Sandalwood Parkway runs from Mississauga Road east to Airport Road. It was built in phases beginning in the late 1970s to serve the then-new Heart Lake neighbourhood. Originally only consisting of a short section between Hurontario Street and Heart Lake Road, it was extended west of Hurontario in the mid-1980s, and a second, separate section was constructed between Dixie and Bramalea Roads in the early 1990s during construction of the Springdale neighbourhood, with the gap between Dixie and Heart Lake Roads being closed when a new overpass opened for traffic in November 2004, concurrent with the extension of Highway 410, with the final sections being completed later that decade.
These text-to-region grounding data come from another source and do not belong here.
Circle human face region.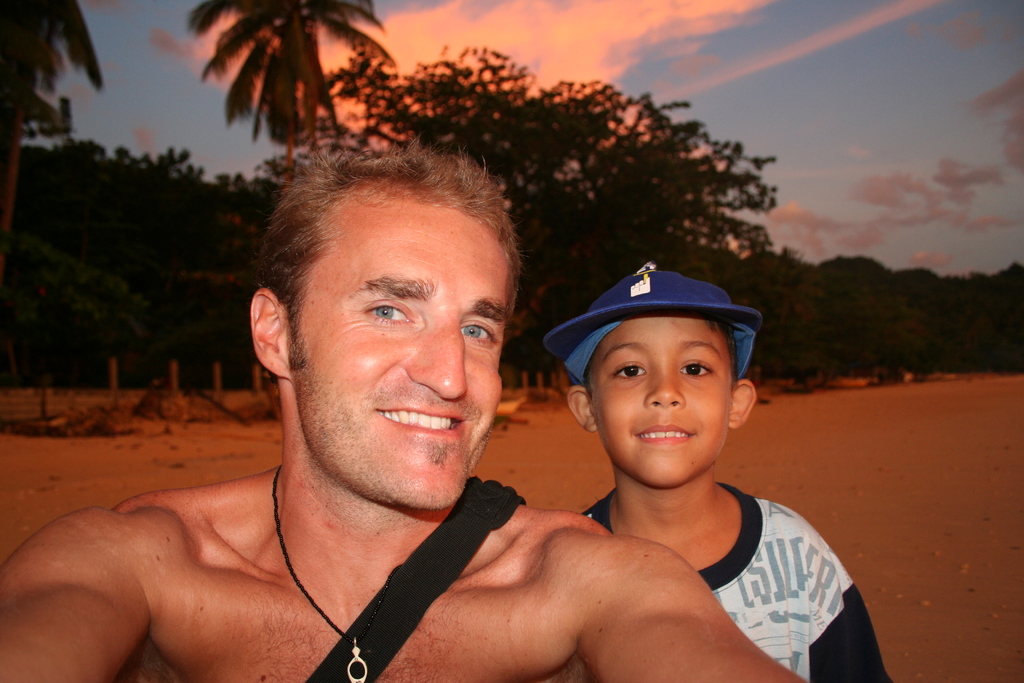
Region: [596,310,734,490].
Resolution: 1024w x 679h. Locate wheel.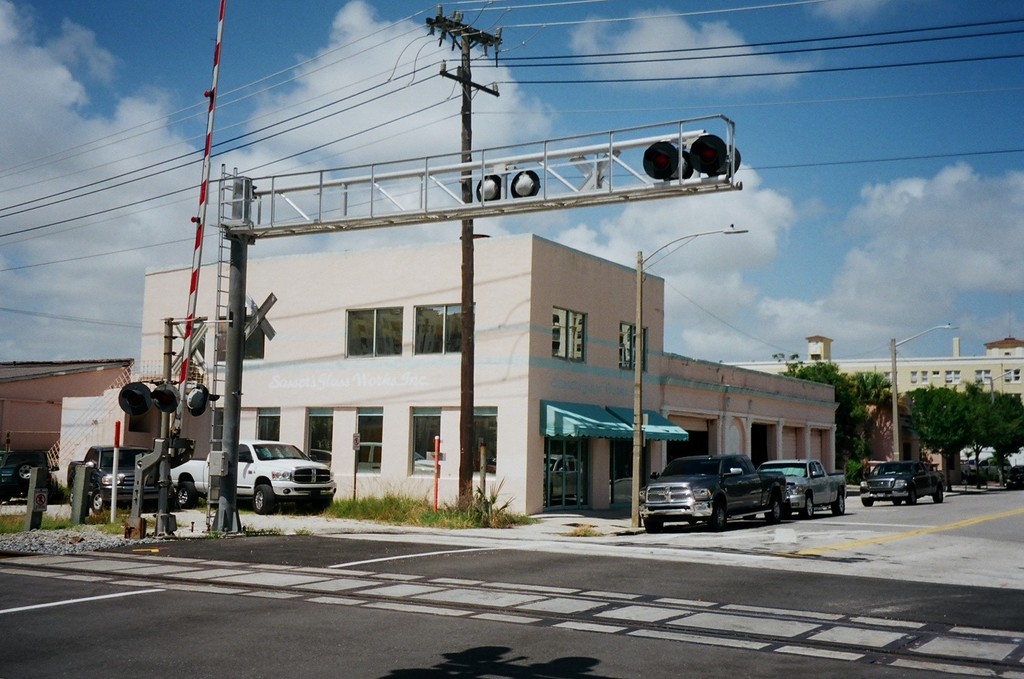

East of Airport Road, it becomes Humberwest Parkway and turns south.

Wanless Drive

Wanless Drive runs east from Winston Churchill Boulevard and runs east to Hurontario Street, where it continues east as Conservation Drive, a minor collector road that ends east of Kennedy Road Both roads are the western half of the original concession road that is broken by the Heart Lake Conservation Area, which resumes east of Heart Lake Road as Countryside Drive . The areas along the street were largely developed during 2010s, and the road is notable for having an unusually large number of stormwater management ponds along much of its length.

Countryside Drive

Countryside Drive is a resumption of the Wanless Drive baseline east of Heart Lake Road, running east to Highway 50. As of 2021, most of the area along the road corridor as far east as The Gore Road are under are either development or recently developed, but remains rural east of there to Highway 50.

Mayfield Road

Mayfield Road is designated as Peel Road 14 and marks the northern boundary of Brampton across the entire city with the Town of Caledon, except for the area around Hurontario Street, where it shifts north to include the entirety of Snelgrove, which straddles Mayfield, within Brampton. At 21.8 km long, it is the longest arterial in the city. Historically, most of Mayfield was not a municipal boundary, but ran through the centre of Chinguacousy Township, though it was the boundary between Toronto Gore and Albion Townships until 1974. Uniquely, the road is not divided into east and west sections, and address numbers follow the Caledon numbering system; starting at the city's western boundary and increasing as it runs eastward. Also, despite both being concession roads, the spacing between Mayfield and the adjacent Wanless/Countryside Drives is only about 1 km. Rural until the 2000s, the road's corridor is seeing rapid development as residential expansion encroaches from the south, mostly concentrated along the central section; mostly on the Brampton side, but also, to a lesser degree, on the Caledon side.